Do this actively. A SessionStart hook *may* also inject a rule index, but treat
that as a bonus, not a precondition: it can be absent (e.g. when the instance is
unreachable, or the token didn't reach the hook), so the reliable path is this
explicit pull. Rules loaded this way are **binding** for the session.
## The reflex
1. **Recall before acting.** Before answering a question about the operator's
@@ -18,11 +32,10 @@ reading it a reflex, not something you wait to be asked for.

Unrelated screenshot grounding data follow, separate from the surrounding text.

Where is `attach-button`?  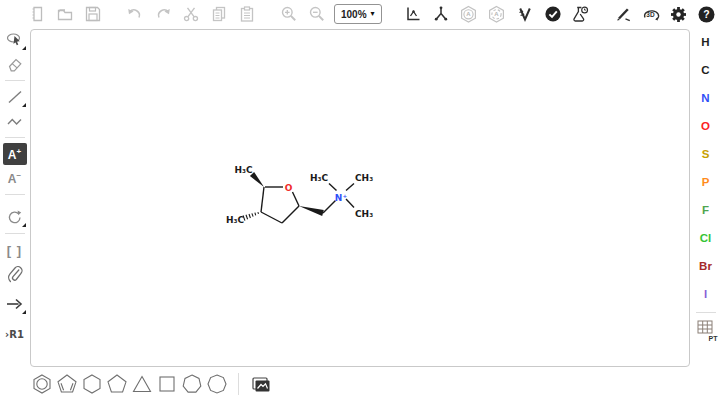 attach-button is located at coordinates (15, 274).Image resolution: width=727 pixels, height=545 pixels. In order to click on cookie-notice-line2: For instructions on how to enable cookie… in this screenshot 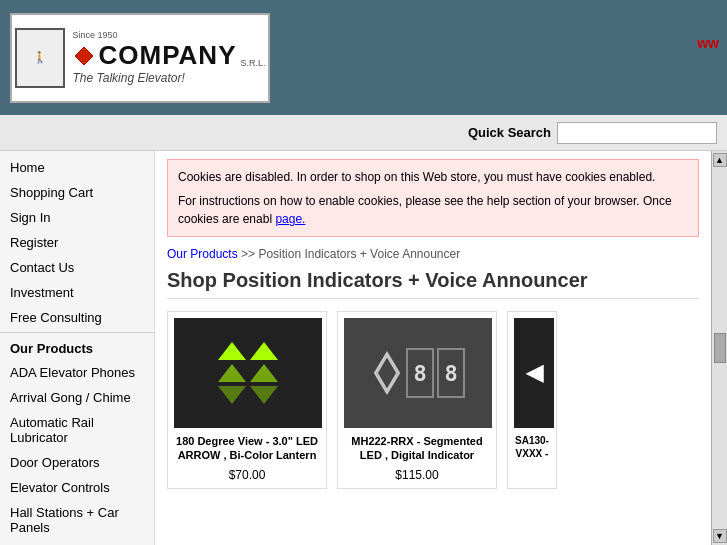, I will do `click(433, 210)`.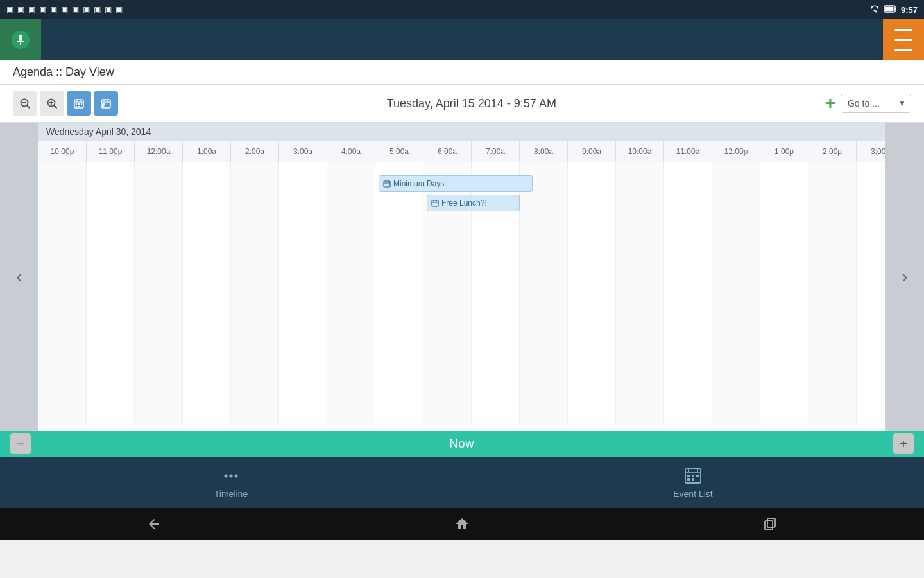  Describe the element at coordinates (207, 152) in the screenshot. I see `time-cell-3: 1:00a` at that location.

re-deriving it or opening a duplicate. When a project is in scope, pass its
`project_id` so results stay scoped.
2. **Standing rules are binding.** The SessionStart context lists the operator's
always-on rule titles. Treat them as binding. Pull full text with
`list_always_on_rules()` or `get_rule(id)` when a rule is about to bite.
When a project is in scope, `enter_project(id)` also returns its applicable
rules.
2. **Standing rules are binding.** Load them via `list_always_on_rules()` at
session start (see "Do this first"); treat every one as binding. Pull a
rule's full statement with `get_rule(id)` when it's about to bite. When a
project is in scope, `enter_project(id)` also returns its applicable rules.
3. **Update over duplicate.** When recording, prefer updating an existing
note/rule/task over creating a new one. Search first; revise what's there.